EMI invited Daniel Barenboim to record the complete series, with the English Chamber Orchestra, as conductor and soloist. The recordings were made at London's Abbey Road Studios between 1967 and 1974.
This disc, like the others in this series featuring pianist Jeno Jando, is a world-class recording. Mozart would complete twenty-seven concertos for piano and orchestra during his lifetime, many of them the greatest works for that idiom ever created. No. 25 was Mozart's most symphonic effort in the genre he revolutionized during the 1780s. In many of these brilliant concertos, he pitched the piano and orchestra against each other, but in this masterwork they work together as one instrument to produce something extraordinary, even for Mozart. Concerto No. 16 is also a pleasure to hear, the first movement especially. The thoughtful rondo for piano in A major at the end of this disc is a nice extra that Jando plays wonderfully.
Volume 4 of the complete survey of Mozart's Piano Concertos undertaken by Naxos in the late 1980s and early 1990s contains two of his most-loved works, masterpieces both. This particular CD was recorded in the Italian Institute in Budapest and produced by Ibolya Tóth (her recordings are almost always entirely splendid) in October 1989. Piano Concerto No.23 in A major, K488 is often regarded as one of Mozart's sunniest compositions, but the central Adagio is deep and complex, and the piano part is equally balanced with the orchestra, making the Concerto work on several levels.
The Naxos team consisting of pianist Jenö Jandó, the chamber orchestra Concentus Hungaricus and conductor Mátyás Antal came together again in May, June and July 1990 in order to record this, 11 volumes of the Naxos Complete Mozart Piano Concertos, and it seems to me that they had lost nothing of the impetus created by the previous issues, most of which were definite five-star material.
This box set packages the prizewinning complete edition of Wolfgang Amadeus Mozart s piano concertos which were recorded with Christian Zacharias and the Chamber Orchestra of Lausanne over the past 12 years.
With his distinctive combination of integrity, unique style, surpassing linguistic expressiveness, deep musical insight and assured artistic instinct paired with his charismatic and captivating personality, Christian Zacharias has made a name for himself not only as one of the world s leading pianists and conductors, but also as a musical thinker. Beginning as a pianist and later moving on to work as a conductor as well, his international career burgeoned through numerous widely acclaimed concerts with the world s leading orchestras, renowned conductors not to mention several awards and recordings.
In the 1960s, while still in his twenties, Daniel Barenboim joined forces with the English Chamber Orchestra to record a groundbreaking set of the complete Mozart Piano Concertos, conducting from the keyboard. Later, he recorded them again with the Berlin Philharmonic, but the English Chamber Orchestra version still has the edge for its bite and beauty, operatic mellifluousness offset by apparently boundless energy and an atmosphere of inspired and intimate music-making from start to finish. Barenboim brings us Mozart in all his many guises, from enfant terrible to founding father and, ultimately, avatar in the term’s original sense.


Directions for this task »
Print every entry below again. Nothing may differ from the original.

Materials provided »
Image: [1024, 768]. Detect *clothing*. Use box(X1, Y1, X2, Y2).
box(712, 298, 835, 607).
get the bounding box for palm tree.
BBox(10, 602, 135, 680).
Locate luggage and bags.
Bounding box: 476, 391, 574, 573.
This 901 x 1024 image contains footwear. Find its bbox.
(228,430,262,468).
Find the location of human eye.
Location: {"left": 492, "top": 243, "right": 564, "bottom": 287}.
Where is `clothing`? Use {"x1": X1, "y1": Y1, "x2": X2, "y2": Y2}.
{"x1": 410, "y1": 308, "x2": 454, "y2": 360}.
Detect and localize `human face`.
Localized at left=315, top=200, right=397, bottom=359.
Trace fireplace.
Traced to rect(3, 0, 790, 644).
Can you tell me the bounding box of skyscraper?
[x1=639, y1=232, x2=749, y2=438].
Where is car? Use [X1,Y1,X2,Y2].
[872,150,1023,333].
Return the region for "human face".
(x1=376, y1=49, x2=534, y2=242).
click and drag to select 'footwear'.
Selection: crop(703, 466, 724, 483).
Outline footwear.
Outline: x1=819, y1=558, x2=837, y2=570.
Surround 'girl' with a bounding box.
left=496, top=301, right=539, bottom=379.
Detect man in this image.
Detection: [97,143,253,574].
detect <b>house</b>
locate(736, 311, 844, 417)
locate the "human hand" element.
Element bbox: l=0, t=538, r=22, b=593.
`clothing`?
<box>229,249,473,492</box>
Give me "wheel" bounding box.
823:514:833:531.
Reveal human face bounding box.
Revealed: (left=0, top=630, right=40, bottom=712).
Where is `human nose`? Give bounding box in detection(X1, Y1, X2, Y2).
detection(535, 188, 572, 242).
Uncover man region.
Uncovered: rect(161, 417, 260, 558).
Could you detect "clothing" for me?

Response area »
Image: [1024, 768]. Detect *clothing*. Use box(X1, Y1, X2, Y2).
box(712, 298, 835, 607).
get the bounding box for palm tree.
BBox(10, 602, 135, 680).
Locate luggage and bags.
Bounding box: 476, 391, 574, 573.
This 901 x 1024 image contains footwear. Find its bbox.
(228,430,262,468).
Find the location of human eye.
Location: {"left": 492, "top": 243, "right": 564, "bottom": 287}.
Where is `clothing`? Use {"x1": X1, "y1": Y1, "x2": X2, "y2": Y2}.
{"x1": 410, "y1": 308, "x2": 454, "y2": 360}.
Detect and localize `human face`.
Localized at left=315, top=200, right=397, bottom=359.
Trace fireplace.
Traced to rect(3, 0, 790, 644).
Can you tell me the bounding box of skyscraper?
[x1=639, y1=232, x2=749, y2=438].
Where is car? Use [X1,Y1,X2,Y2].
[872,150,1023,333].
Return the region for "human face".
(x1=376, y1=49, x2=534, y2=242).
click and drag to select 'footwear'.
Selection: crop(703, 466, 724, 483).
Outline footwear.
Outline: x1=819, y1=558, x2=837, y2=570.
Surround 'girl' with a bounding box.
left=496, top=301, right=539, bottom=379.
Detect man in this image.
Detection: [97,143,253,574].
detect <b>house</b>
locate(736, 311, 844, 417)
locate the "human hand" element.
Element bbox: l=0, t=538, r=22, b=593.
`clothing`?
<box>229,249,473,492</box>
Give me "wheel" bounding box.
823:514:833:531.
Reveal human face bounding box.
Revealed: (left=0, top=630, right=40, bottom=712).
Where is `human nose`? Give bounding box in detection(X1, Y1, X2, Y2).
detection(535, 188, 572, 242).
Uncover man region.
Uncovered: rect(161, 417, 260, 558).
Could you detect "clothing" for me?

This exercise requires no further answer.